The deals at the store were legendary — a News & Observer story in 2006 noted that a shirt could go for $15, a wool jacket for $39, three khaki pants for $10 — but Brooks Brothers never advertised the outlet's existence.

“It is sad. It really is,” said Matthew Register, owner of Southern Smoke BBQ in Garland. “They have been such an amazing asset to our town, bringing people in from all of the state or other states, who would make detours or Saturday road trips to Garland.”

Register — who only owns Brooks Brothers ties — said visitors to the store were a huge economic boost to the town. Visitors would often make their way to other businesses in Garland, including Register's barbeque restaurant, which he says is only a hedgerow away from the store.

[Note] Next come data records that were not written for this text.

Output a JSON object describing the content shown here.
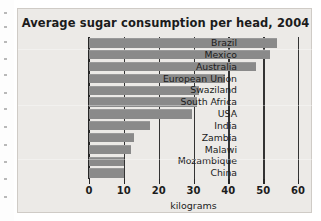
{
  "figure": {
    "title": "Average sugar consumption per head, 2004",
    "panel_color": "#eceae7",
    "bar_color": "#8a8a8a",
    "axis_color": "#262626"
  },
  "chart_data": {
    "type": "bar",
    "orientation": "horizontal",
    "title": "Average sugar consumption per head, 2004",
    "xlabel": "kilograms",
    "ylabel": "",
    "xlim": [
      0,
      60
    ],
    "xticks": [
      0,
      10,
      20,
      30,
      40,
      50,
      60
    ],
    "xtick_labels": [
      "0",
      "10",
      "20",
      "30",
      "40",
      "50",
      "60"
    ],
    "grid": true,
    "legend": null,
    "categories": [
      "Brazil",
      "Mexico",
      "Australia",
      "European Union",
      "Swaziland",
      "South Africa",
      "USA",
      "India",
      "Zambia",
      "Malawi",
      "Mozambique",
      "China"
    ],
    "values": [
      54,
      52,
      48,
      39,
      31.5,
      31,
      29.5,
      17.5,
      13,
      12,
      10,
      10
    ],
    "units": "kilograms"
  }
}
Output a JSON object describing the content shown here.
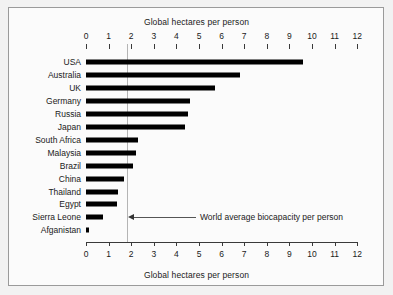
{
  "chart_data": {
    "type": "bar",
    "orientation": "horizontal",
    "title": "",
    "xlabel": "Global hectares per person",
    "ylabel": "",
    "xlim": [
      0,
      12
    ],
    "xticks": [
      0,
      1,
      2,
      3,
      4,
      5,
      6,
      7,
      8,
      9,
      10,
      11,
      12
    ],
    "xtick_labels": [
      "0",
      "1",
      "2",
      "3",
      "4",
      "5",
      "6",
      "7",
      "8",
      "9",
      "10",
      "11",
      "12"
    ],
    "grid": false,
    "legend": null,
    "top_axis_label": "Global hectares per person",
    "bottom_axis_label": "Global hectares per person",
    "categories": [
      "USA",
      "Australia",
      "UK",
      "Germany",
      "Russia",
      "Japan",
      "South Africa",
      "Malaysia",
      "Brazil",
      "China",
      "Thailand",
      "Egypt",
      "Sierra Leone",
      "Afganistan"
    ],
    "values": [
      9.6,
      6.8,
      5.7,
      4.6,
      4.5,
      4.4,
      2.3,
      2.2,
      2.1,
      1.7,
      1.4,
      1.35,
      0.75,
      0.12
    ],
    "annotations": [
      {
        "text": "World average biocapacity per person",
        "value": 1.8,
        "type": "reference-line-with-arrow"
      }
    ],
    "colors": {
      "bar": "#000000",
      "reference_line": "#b4b4b4",
      "axis": "#3a3a3a",
      "frame": "#9a9a9a",
      "background": "#fbfbfb",
      "page_background": "#f2f2f2",
      "text": "#1a1a1a"
    }
  }
}
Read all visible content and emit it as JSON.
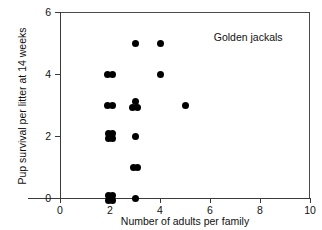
{
  "chart_data": {
    "type": "scatter",
    "title": "",
    "xlabel": "Number of adults per family",
    "ylabel": "Pup survival per litter at 14 weeks",
    "xlim": [
      0,
      10
    ],
    "ylim": [
      0,
      6
    ],
    "xticks": [
      0,
      2,
      4,
      6,
      8,
      10
    ],
    "yticks": [
      0,
      2,
      4,
      6
    ],
    "xticklabels": [
      "0",
      "2",
      "4",
      "6",
      "8",
      "10"
    ],
    "yticklabels": [
      "0",
      "2",
      "4",
      "6"
    ],
    "grid": false,
    "legend": null,
    "annotations": [
      {
        "text": "Golden jackals",
        "x": 6.15,
        "y": 5.15
      }
    ],
    "marker": {
      "shape": "circle",
      "color": "#000000",
      "size_px": 7
    },
    "points": [
      {
        "x": 2,
        "y": 4,
        "count": 2,
        "jitter": [
          [
            -0.085,
            0
          ],
          [
            0.085,
            0
          ]
        ]
      },
      {
        "x": 2,
        "y": 3,
        "count": 2,
        "jitter": [
          [
            -0.085,
            0
          ],
          [
            0.085,
            0
          ]
        ]
      },
      {
        "x": 2,
        "y": 2,
        "count": 4,
        "jitter": [
          [
            -0.08,
            0.09
          ],
          [
            0.08,
            0.09
          ],
          [
            -0.08,
            -0.09
          ],
          [
            0.08,
            -0.09
          ]
        ]
      },
      {
        "x": 2,
        "y": 0,
        "count": 4,
        "jitter": [
          [
            -0.08,
            0.09
          ],
          [
            0.08,
            0.09
          ],
          [
            -0.08,
            -0.09
          ],
          [
            0.08,
            -0.09
          ]
        ]
      },
      {
        "x": 3,
        "y": 5,
        "count": 1,
        "jitter": [
          [
            0,
            0
          ]
        ]
      },
      {
        "x": 3,
        "y": 3,
        "count": 3,
        "jitter": [
          [
            0,
            0.11
          ],
          [
            -0.09,
            -0.08
          ],
          [
            0.09,
            -0.08
          ]
        ]
      },
      {
        "x": 3,
        "y": 2,
        "count": 1,
        "jitter": [
          [
            0,
            0
          ]
        ]
      },
      {
        "x": 3,
        "y": 1,
        "count": 2,
        "jitter": [
          [
            -0.08,
            0
          ],
          [
            0.08,
            0
          ]
        ]
      },
      {
        "x": 3,
        "y": 0,
        "count": 1,
        "jitter": [
          [
            0,
            0
          ]
        ]
      },
      {
        "x": 4,
        "y": 5,
        "count": 1,
        "jitter": [
          [
            0,
            0
          ]
        ]
      },
      {
        "x": 4,
        "y": 4,
        "count": 1,
        "jitter": [
          [
            0,
            0
          ]
        ]
      },
      {
        "x": 5,
        "y": 3,
        "count": 1,
        "jitter": [
          [
            0,
            0
          ]
        ]
      }
    ],
    "total_observations": 23
  }
}
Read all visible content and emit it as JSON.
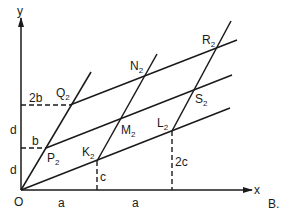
{
  "figure": {
    "panel_label": "B.",
    "axes": {
      "x_label": "x",
      "y_label": "y",
      "origin_label": "O"
    },
    "points": {
      "P": {
        "letter": "P",
        "sub": "2"
      },
      "Q": {
        "letter": "Q",
        "sub": "2"
      },
      "K": {
        "letter": "K",
        "sub": "2"
      },
      "M": {
        "letter": "M",
        "sub": "2"
      },
      "N": {
        "letter": "N",
        "sub": "2"
      },
      "L": {
        "letter": "L",
        "sub": "2"
      },
      "S": {
        "letter": "S",
        "sub": "2"
      },
      "R": {
        "letter": "R",
        "sub": "2"
      }
    },
    "dimensions": {
      "y_2b": "2b",
      "y_b": "b",
      "y_d_upper": "d",
      "y_d_lower": "d",
      "x_a_first": "a",
      "x_a_second": "a",
      "v_c": "c",
      "v_2c": "2c"
    }
  }
}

“It is going to have a financial impact on our local businesses,” he said. But “it is one of those things where … we can’t have hard feelings. We don't want them to close — but I am thankful for the years they spent here and thankful for the jobs they have kept around all these years.”

Murphy, the mayor, said in an interview Tuesday that she is worried the closing of the store might portend the demise of the factory as well.

The factory “has had some early retirements recently in the past month,” she said, adding that she hasn’t spoken to anyone at Brooks Brothers. “We are concerned.”

Brooks Brothers CEO Claudio Del Vecchio, who bought the company in 2001, told the New York Times earlier this month that the Garland factory was the only domestic plant that operates at a loss.

“Part of the Brooks Brothers institution are its factories and what it means from a social standpoint to put things together,” Del Vecchio told the Times. “Not every consumer can afford to buy ‘Made in America.’ But we have a brand that can justify that cost, and there are enough customers who understand this.”

But despite the fact the factory is operating at a loss, Del Vecchio told the Times he doesn't want to close it, saying he knows doing so would erase the livelihoods of half the town.

“Many of the decisions we make are with that in mind as well,” he said. “We keep saying every year this is the year we aren’t going to lose money, so that’s the reason to keep trying to improve. But until the day I can’t afford it, we won’t close it.”